The majority’s suggestion that plaintiffs will not appeal from proper denials of appointment of counsel is unreasoned. The majority’s entire premise is that plaintiffs without attorneys are unable to make correct legal determinations for themselves. Yet, the majority assumes that such plaintiffs will be able to assess the correctness of a district court’s ruling and their likelihood of success on appeal. More likely, they will think that any ruling made against them is wrong. Thus, they will appeal from correct rulings as often as incorrect ones.

Further, a plaintiff’s interest in pursuing an appeal may be substantial. A plaintiff, particularly one with a weak ease, may be able to force a settlement by interposing appeals and otherwise dragging out the litigation. As legal fees increase, the defendant may become more interested in paying off the plaintiff than in paying his or her attorneys. Thus, the majority has created a delaying tactic, which does not serve judicial economy and which may serve as a weapon in a strike suit.

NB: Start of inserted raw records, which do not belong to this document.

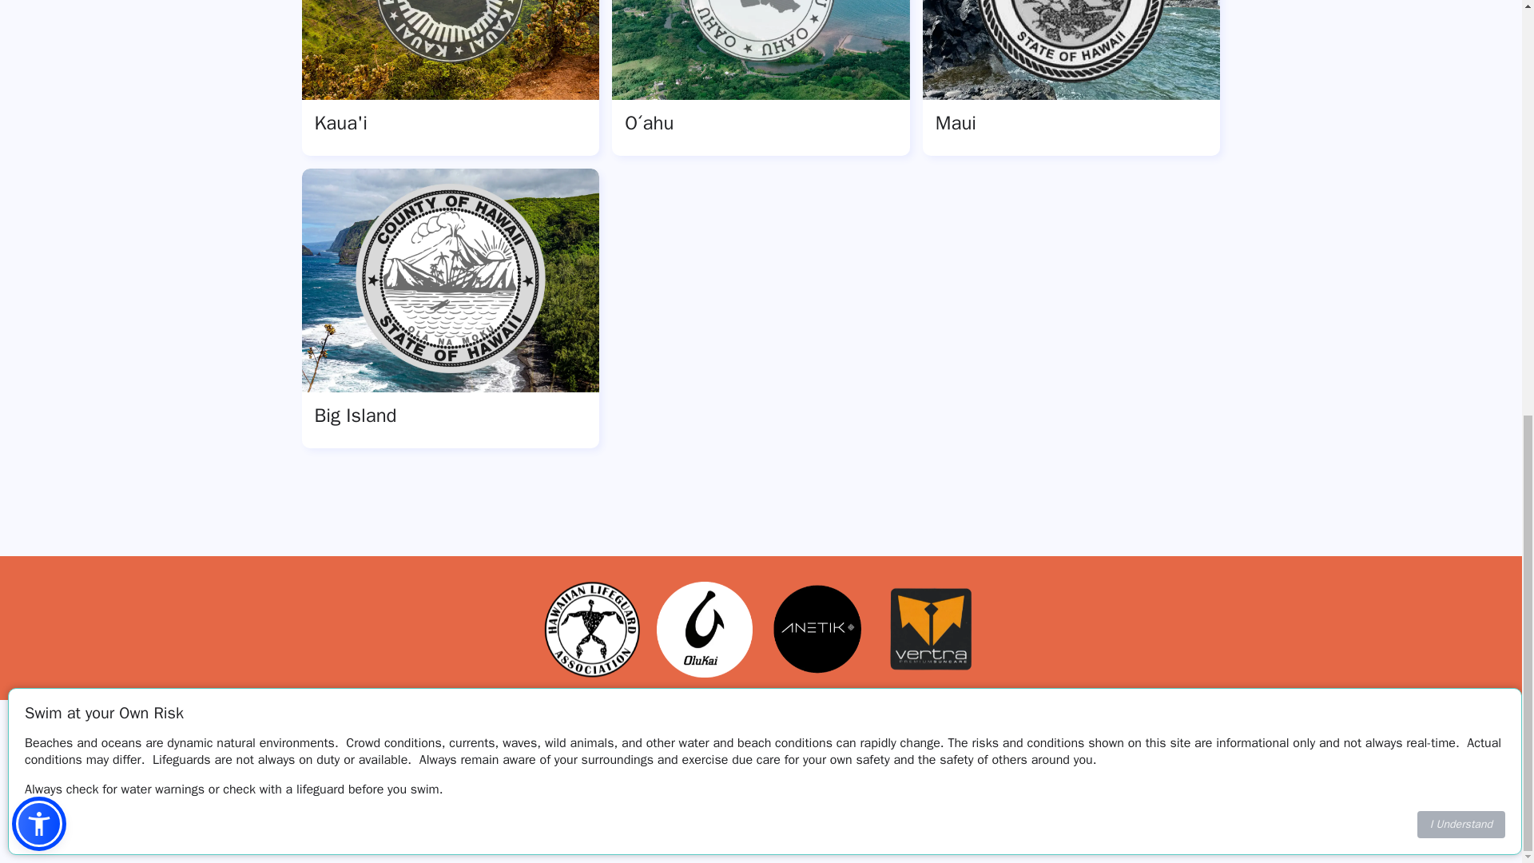 The image size is (1534, 863). I want to click on Safe Beach Day, so click(420, 800).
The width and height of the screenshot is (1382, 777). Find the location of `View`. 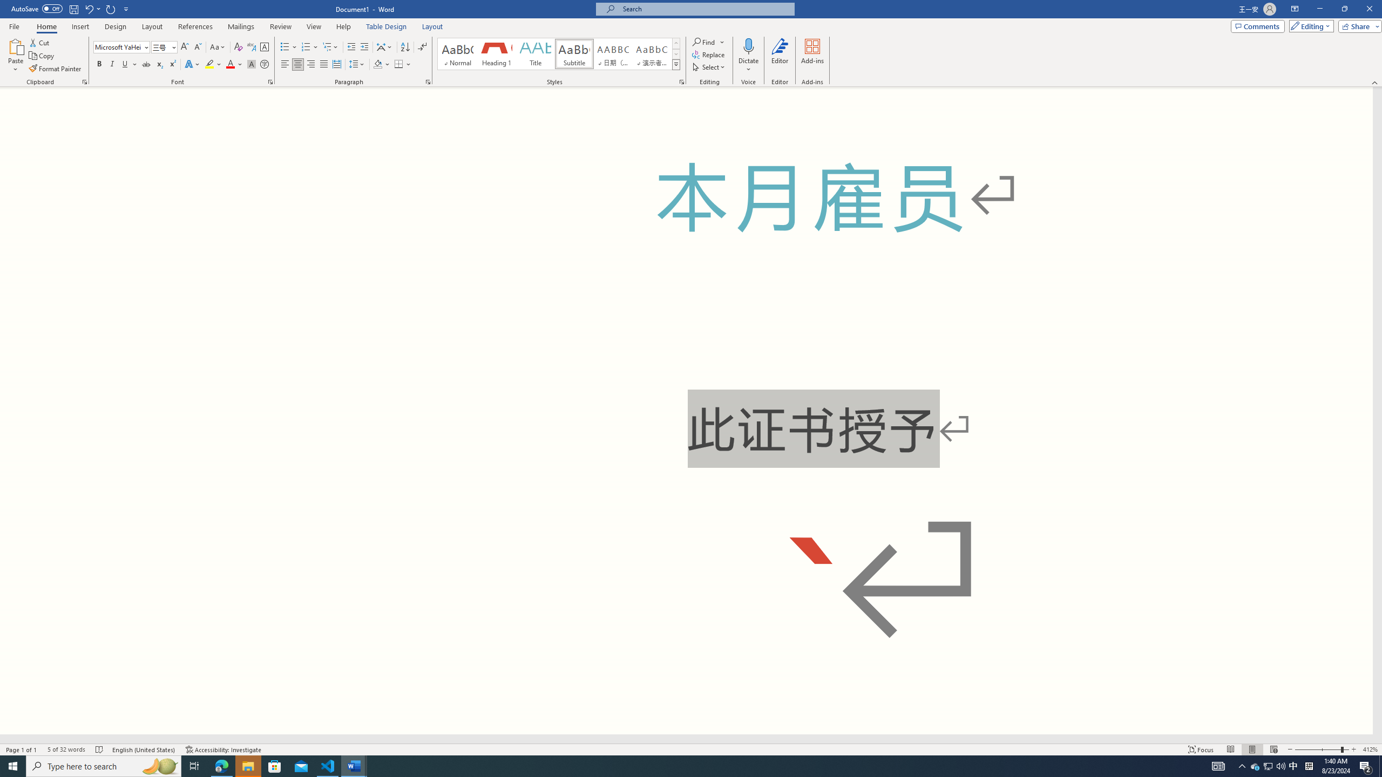

View is located at coordinates (314, 26).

Because the harm that Bradshaw may suffer is both speculative and repairable after appeal from a final judgment, I would hold that the order denying appointment of counsel in a Title VII action is not effectively unreviewable on appeal from a final judgment and therefore is not appealable until final judgment. I would dismiss the appeal for want of jurisdiction.

. The Tenth Circuit recently took this position in Cotner v. U. S. Probation Officer Mason, 657 F.2d 1390 (10th Cir. 1981). I do not hesitate to reach this conclusion simply because some other circuits have, in my judgment, incorrectly reached the opposite conclusion. The opinions cited by the majority, at footnote 11, contain so little analysis that they can hardly be considered persuasive. Some rely exclusively on Caston v. Sears, Roebuck & Co., 556 F.2d 1305 (5th Cir. 1977). Caston, which misconstrues the Cohen doctrine, contains only one paragraph of analysis. While the majority more than makes up for this paucity of reasoning, I find its analysis faulty.

. The Supreme Court has recently discussed the importance of the final judgment rule:

This rule, that a party must ordinarily raise all claims of error in a single appeal following final judgment on the merits, serves a number of important purposes. It emphasizes *1321the deference that appellate courts owe to the trial judge as the individual initially called upon to decide the many questions of law and fact that occur in the course of a trial. Permitting piecemeal appeals would undermine the independence of the District Judge, as well as the special role that individual plays in our judicial system. In addition, the rule is in accordance with the sensible policy of “avoiding] the obstruction to just claims that would come from permitting the harassment and cost of a succession of separate appeals from the various rulings to which a litigation may give rise, from its initiation to entry of judgment.” Cobbledick v. United States, 309 U.S. 323, 325 [60 S.Ct. 540, 541, 84 L.Ed. 783] (1940)____ The rule also serves the important purpose of promoting efficient judicial administration. Ei-sen v. Carlisle & Jacquelin, 417 U.S. 156, 170, 94 S.Ct. 2140, 2149, 40 L.Ed.2d 732 (1974).

Firestone Tire & Rubber Co. v. Risjord, 449 U.S. 368 at 374, 101 S.Ct. 669 at 673, 66 L.Ed.2d 571 (1981).

. Whether the appointment of counsel provision violates the Thirteenth Amendment is open to question, and I express no view on it. See White v. United States Pipe & Foundry Co., 646 F.2d 203, 205 n.3 (5th Cir. 1981). I merely observe that in the exercise of his discretion in appointing counsel, the district judge may consider the possibility that an attorney may have to devote substantial time in a complex area of the law without compensation.

. The majority makes much of an in propria persona litigant’s inability to handle complex legal problems. I agree that the district judge should consider this in determining whether to appoint counsel. I observe, however, that Bradshaw has now successfully prosecuted two appeals in this court in her two attempts. Many attorneys have not fared as well. Further, the defendants in this case, who are represented by counsel, conceded the jurisdictional issue that has divided us so sharply. Thus, it would appear that lack of counsel does not inherently prejudice a party.